The year 1980 brought performances of Bach's B Minor Mass and Brahms's German Requiem. In 1981, in addition to its own promotions, the GCU collaborated again with the BBC in a thrilling performance of the Grande Messe des Morts by Berlioz, as part of the BBC's Berlioz Festival.

Stage, Screen and Radio

The GCU has also often joined with other choirs in concerts and special events and still does. In July 1977, it participated in Sir William Walton's Belshazzar's Feast, to mark the Greater London Council's celebration of the Royal Silver Jubilee at Alexandra Palace. In 1980, another rousing performance of the work led to an invitation from director Tony Palmer for the GCU to sing excerpts from Belshazzar's Feast for an ITV documentary on Sir William Walton called "At the Haunted End of the Day". The filming took place, appropriately enough, in the Great Hall of Goldsmiths' College, with the Philharmonia Orchestra, under the direction of Simon Rattle. Unfortunately, although the sound was excellent, the pictures were not, and the choir had to be re-filmed, miming to the soundtrack, one evening at St. Michael's. However, the joins did not show in the finished documentary, which later won the coveted Prix D'ltalia for its director.

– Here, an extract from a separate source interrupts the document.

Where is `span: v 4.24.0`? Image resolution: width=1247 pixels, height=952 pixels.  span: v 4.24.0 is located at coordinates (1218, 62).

The choir's entry in the Large Choirs section of the BBC's "Let The Peoples Sing" Competition in 1981 was an interesting new experience. The recordings of four contrasting a capelIa pieces were made in February, under less than ideal circumstances, but the choir had to wait until the broadcast in August before it heard that it had won the UK final.

Golden Jubilee year 1982 was another busy year, with a programme that featured works both familiar (Walton's Belshazzar's Feast, Elgar's The Dream of Gerontius) and new (Schoenberg's Friede auf Erden in a version with orchestral accompaniment, and the first London performance of Liszt's Missa Solemnis of 1855). The choir performed the Walton in the Great Hall of Goldsmiths' College, in the place where it had all begun 50 years before.